Apple is setting itself up for a strong December quarter says analyst Katy Huberty.
From a note to clients that landed on my late desktop Tuesday:
As of Tuesday, January 5th, iPhone 12 Pro lead times in the US remain elongated at 3 weeks vs. just 1 day for all prior iPhone models launched in the last 4 years at 10.5 weeks post launch.
For the iPhone 12 Pro Max, lead times are 4.4 days as of January 5th, 2nd longest among all iPhone models launched in the last 4 years at 8.5 weeks after launch (second only to the iPhone 12 Pro; Exhibit 18).
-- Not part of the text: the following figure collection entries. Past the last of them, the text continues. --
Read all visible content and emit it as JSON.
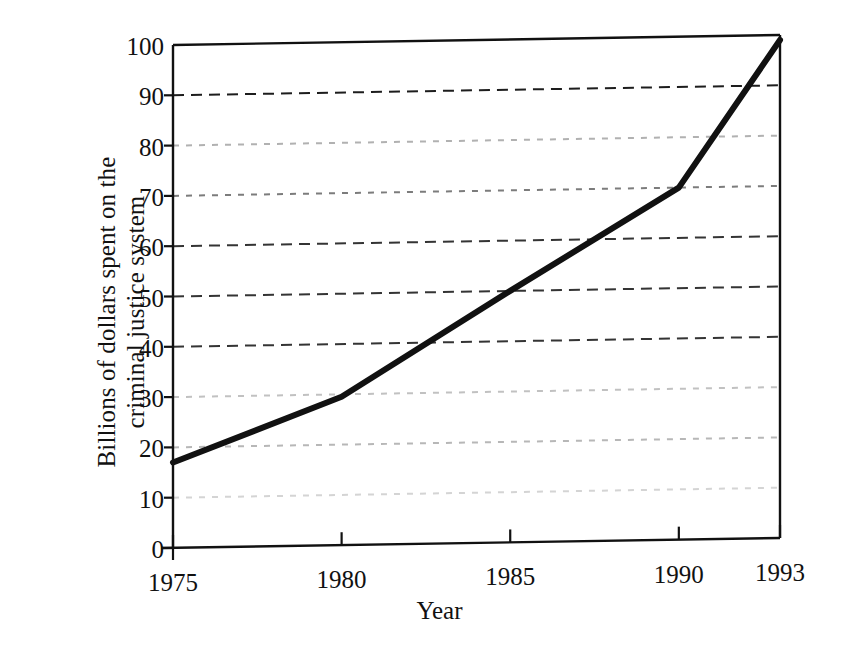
{
  "figure": {
    "kind": "scanned-line-chart",
    "background_color": "#ffffff",
    "ink_color": "#111111"
  },
  "axes": {
    "y_title_line1": "Billions of dollars spent on the",
    "y_title_line2": "criminal justice system",
    "x_title": "Year",
    "y_ticks": [
      "0",
      "10",
      "20",
      "30",
      "40",
      "50",
      "60",
      "70",
      "80",
      "90",
      "100"
    ],
    "x_ticks": [
      "1975",
      "1980",
      "1985",
      "1990",
      "1993"
    ]
  },
  "chart_data": {
    "type": "line",
    "title": "",
    "subtitle": "",
    "xlabel": "Year",
    "ylabel": "Billions of dollars spent on the criminal justice system",
    "xlim": [
      1975,
      1993
    ],
    "ylim": [
      0,
      100
    ],
    "x_tick_values": [
      1975,
      1980,
      1985,
      1990,
      1993
    ],
    "x_tick_labels": [
      "1975",
      "1980",
      "1985",
      "1990",
      "1993"
    ],
    "y_tick_values": [
      0,
      10,
      20,
      30,
      40,
      50,
      60,
      70,
      80,
      90,
      100
    ],
    "y_tick_labels": [
      "0",
      "10",
      "20",
      "30",
      "40",
      "50",
      "60",
      "70",
      "80",
      "90",
      "100"
    ],
    "grid": true,
    "grid_axis": "y",
    "grid_style": "dashed",
    "grid_values": [
      10,
      20,
      30,
      40,
      50,
      60,
      70,
      80,
      90
    ],
    "legend": false,
    "legend_position": "none",
    "annotations": [],
    "series": [
      {
        "name": "Criminal justice system spending",
        "color": "#111111",
        "line_width": 6,
        "marker": "none",
        "x": [
          1975,
          1980,
          1985,
          1990,
          1993
        ],
        "values": [
          17,
          29.5,
          50,
          70,
          99
        ]
      }
    ]
  }
}
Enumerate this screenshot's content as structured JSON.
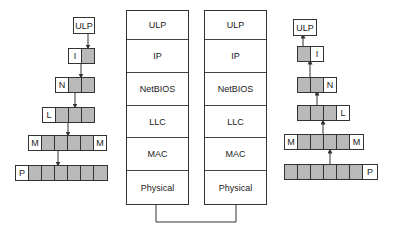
{
  "left_encapsulation": {
    "top_label": "ULP",
    "rows": [
      {
        "header": "I",
        "header_side": "left",
        "cells": 1
      },
      {
        "header": "N",
        "header_side": "left",
        "cells": 2
      },
      {
        "header": "L",
        "header_side": "left",
        "cells": 3
      },
      {
        "header": "M",
        "trailer": "M",
        "cells": 4
      },
      {
        "header": "P",
        "header_side": "left",
        "cells": 6
      }
    ]
  },
  "stacks": {
    "layers": [
      "ULP",
      "IP",
      "NetBIOS",
      "LLC",
      "MAC",
      "Physical"
    ],
    "left": {
      "layers": [
        "ULP",
        "IP",
        "NetBIOS",
        "LLC",
        "MAC",
        "Physical"
      ]
    },
    "right": {
      "layers": [
        "ULP",
        "IP",
        "NetBIOS",
        "LLC",
        "MAC",
        "Physical"
      ]
    }
  },
  "right_decapsulation": {
    "top_label": "ULP",
    "rows": [
      {
        "header": "I",
        "header_side": "right",
        "cells": 1
      },
      {
        "header": "N",
        "header_side": "right",
        "cells": 2
      },
      {
        "header": "L",
        "header_side": "right",
        "cells": 3
      },
      {
        "header": "M",
        "trailer": "M",
        "cells": 4
      },
      {
        "header": "P",
        "header_side": "right",
        "cells": 6
      }
    ]
  },
  "colors": {
    "payload_fill": "#b9b9b9",
    "line": "#333333",
    "background": "#ffffff"
  }
}
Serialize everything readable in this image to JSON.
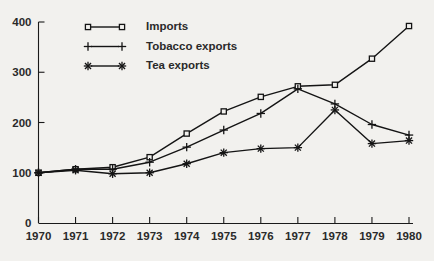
{
  "chart_data": {
    "type": "line",
    "title": "",
    "subtitle": "",
    "xlabel": "",
    "ylabel": "",
    "x": [
      1970,
      1971,
      1972,
      1973,
      1974,
      1975,
      1976,
      1977,
      1978,
      1979,
      1980
    ],
    "xtick_labels": [
      "1970",
      "1971",
      "1972",
      "1973",
      "1974",
      "1975",
      "1976",
      "1977",
      "1978",
      "1979",
      "1980"
    ],
    "ytick_labels": [
      "0",
      "100",
      "200",
      "300",
      "400"
    ],
    "yticks": [
      0,
      100,
      200,
      300,
      400
    ],
    "ylim": [
      0,
      412
    ],
    "xlim": [
      1970,
      1980
    ],
    "grid": false,
    "legend_position": "top-left",
    "series": [
      {
        "name": "Imports",
        "marker": "square",
        "values": [
          100,
          107,
          111,
          131,
          178,
          222,
          251,
          272,
          275,
          327,
          392
        ]
      },
      {
        "name": "Tobacco exports",
        "marker": "plus",
        "values": [
          100,
          107,
          107,
          121,
          151,
          185,
          218,
          267,
          237,
          196,
          175
        ]
      },
      {
        "name": "Tea exports",
        "marker": "asterisk",
        "values": [
          100,
          105,
          98,
          100,
          118,
          140,
          148,
          150,
          225,
          158,
          164
        ]
      }
    ],
    "legend": [
      {
        "label": "Imports",
        "marker": "square"
      },
      {
        "label": "Tobacco exports",
        "marker": "plus"
      },
      {
        "label": "Tea exports",
        "marker": "asterisk"
      }
    ],
    "colors": {
      "ink": "#141414",
      "background": "#f2f1ee",
      "marker_fill": "#f2f1ee"
    }
  }
}
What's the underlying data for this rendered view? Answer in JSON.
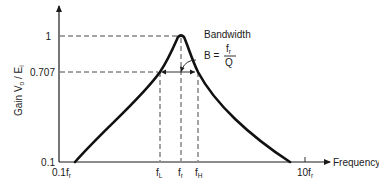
{
  "diagram": {
    "y_axis": {
      "label_main": "Gain V",
      "label_sub_o": "o",
      "label_sep": " / E",
      "label_sub_i": "i",
      "ticks": [
        "1",
        "0.707",
        "0.1"
      ]
    },
    "x_axis": {
      "label": "Frequency",
      "ticks": [
        {
          "main": "0.1f",
          "sub": "r"
        },
        {
          "main": "f",
          "sub": "L"
        },
        {
          "main": "f",
          "sub": "r"
        },
        {
          "main": "f",
          "sub": "H"
        },
        {
          "main": "10f",
          "sub": "r"
        }
      ]
    },
    "annotation": {
      "title": "Bandwidth",
      "formula_lhs": "B =",
      "numerator_main": "f",
      "numerator_sub": "r",
      "denominator": "Q"
    }
  }
}
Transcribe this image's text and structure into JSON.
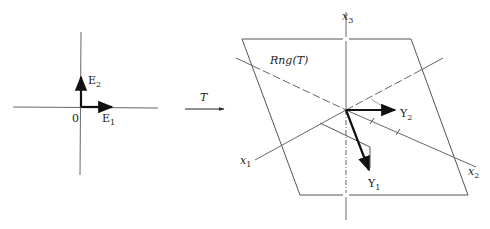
{
  "figure": {
    "left_panel": {
      "origin_label": "0",
      "vectors": [
        {
          "name": "E",
          "sub": "1",
          "direction": "x"
        },
        {
          "name": "E",
          "sub": "2",
          "direction": "y"
        }
      ]
    },
    "mapping": {
      "label": "T"
    },
    "right_panel": {
      "plane_label": "𝓇ng(T)",
      "plane_label_plain": "Rng(T)",
      "axes": [
        {
          "name": "x",
          "sub": "1"
        },
        {
          "name": "x",
          "sub": "2"
        },
        {
          "name": "x",
          "sub": "3"
        }
      ],
      "vectors": [
        {
          "name": "Y",
          "sub": "1"
        },
        {
          "name": "Y",
          "sub": "2"
        }
      ]
    },
    "colors": {
      "line": "#555555",
      "vector": "#111111",
      "background": "#ffffff"
    }
  }
}
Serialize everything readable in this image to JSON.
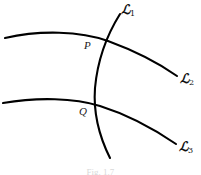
{
  "figure": {
    "caption": "Fig. 1.7",
    "background_color": "#ffffff",
    "stroke_color": "#000000",
    "labels": {
      "curve_1": {
        "symbol": "ℒ",
        "subscript": "1"
      },
      "curve_2": {
        "symbol": "ℒ",
        "subscript": "2"
      },
      "curve_3": {
        "symbol": "ℒ",
        "subscript": "3"
      },
      "point_p": "P",
      "point_q": "Q"
    },
    "geometry": {
      "curve_1": {
        "name": "L1",
        "description": "near-vertical arc bowing left, crossing both horizontal arcs",
        "path": "M 120 14 C 110 30, 98 55, 95 88 C 93 115, 101 140, 110 158",
        "stroke_width": 2.1,
        "endpoints": [
          [
            120,
            14
          ],
          [
            110,
            158
          ]
        ]
      },
      "curve_2": {
        "name": "L2",
        "description": "upper horizontal arc, rising slightly then falling to lower right",
        "path": "M 5 38 C 40 30, 80 31, 108 41 C 138 52, 160 64, 177 76",
        "stroke_width": 2.1,
        "endpoints": [
          [
            5,
            38
          ],
          [
            177,
            76
          ]
        ]
      },
      "curve_3": {
        "name": "L3",
        "description": "lower horizontal arc, rising slightly then falling to lower right",
        "path": "M 3 103 C 38 97, 74 98, 100 106 C 132 116, 157 131, 176 144",
        "stroke_width": 2.1,
        "endpoints": [
          [
            3,
            103
          ],
          [
            176,
            144
          ]
        ]
      },
      "intersections": [
        {
          "label": "P",
          "x": 99,
          "y": 39,
          "curves": [
            "L1",
            "L2"
          ]
        },
        {
          "label": "Q",
          "x": 94,
          "y": 104,
          "curves": [
            "L1",
            "L3"
          ]
        }
      ]
    }
  }
}
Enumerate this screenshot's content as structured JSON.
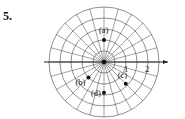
{
  "problem_number": "5.",
  "diagram": {
    "type": "polar-grid",
    "rings": [
      0.5,
      1,
      1.5,
      2,
      2.5
    ],
    "spoke_step_deg": 15,
    "axis_labels": [
      "1",
      "2"
    ],
    "points": [
      {
        "label": "(a)",
        "r": 1,
        "theta_deg": 90
      },
      {
        "label": "(b)",
        "r": 1,
        "theta_deg": 225
      },
      {
        "label": "(c)",
        "r": 1.4,
        "theta_deg": -45
      },
      {
        "label": "(d)",
        "r": 1.4,
        "theta_deg": -90
      }
    ]
  }
}
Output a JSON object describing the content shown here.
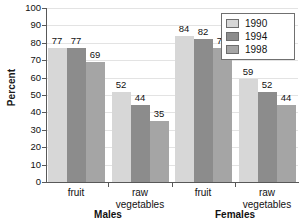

Finally, lead times for the iPhone 12 and iPhone 12 mini remain stable at 1-3 days, in line with most past iPhone model launches. However, as we highlighted prior to the holidays, we believe these lower priced 5G models are performing better in international markets, specifically China (Exhibit 21), where the average smartphone price is 30%+ lower than in the US and where aggressive carrier subsidies and trade-in adoption is lower than in the US.
This data reinforces our bullish iPhone outlook (MSe is 8% above the consensus iPhone revenue forecast in the December quarter and 6% above in FY21) and helps refute recent investor concerns of weaker C1Q21 A14 chip orders that were rumored prior to the holidays (and addressed by Morgan Stanley’s TSMC analyst, Charlie Chan).
Maintains Overweight rating and $144 price target.
Cue Exhibit 18 (click to enlarge):
My take: This is just the tip of a Morgan Stanley data dump that includes 100 numbered exhibits.
All this said, I could easily see Apple 2021FQ1/FQ2 Reports pushing AAPL to $150 shortly after both reports have been digested by the market.
I think $150 twelve months from now is a tad bit conservative, given the above, but it would still represent about a 15% gain on top of a boffo gain in 2020. Nothing to complain about.
Sounds right. For my iP12 Pro Max I ordered on New Year’s Day, Apple stated it would ship 3-5 business days and be in my hands between the 8th & 12th of this month.
I’d be receiving this month also if I’d ordered back In late Nov./early December.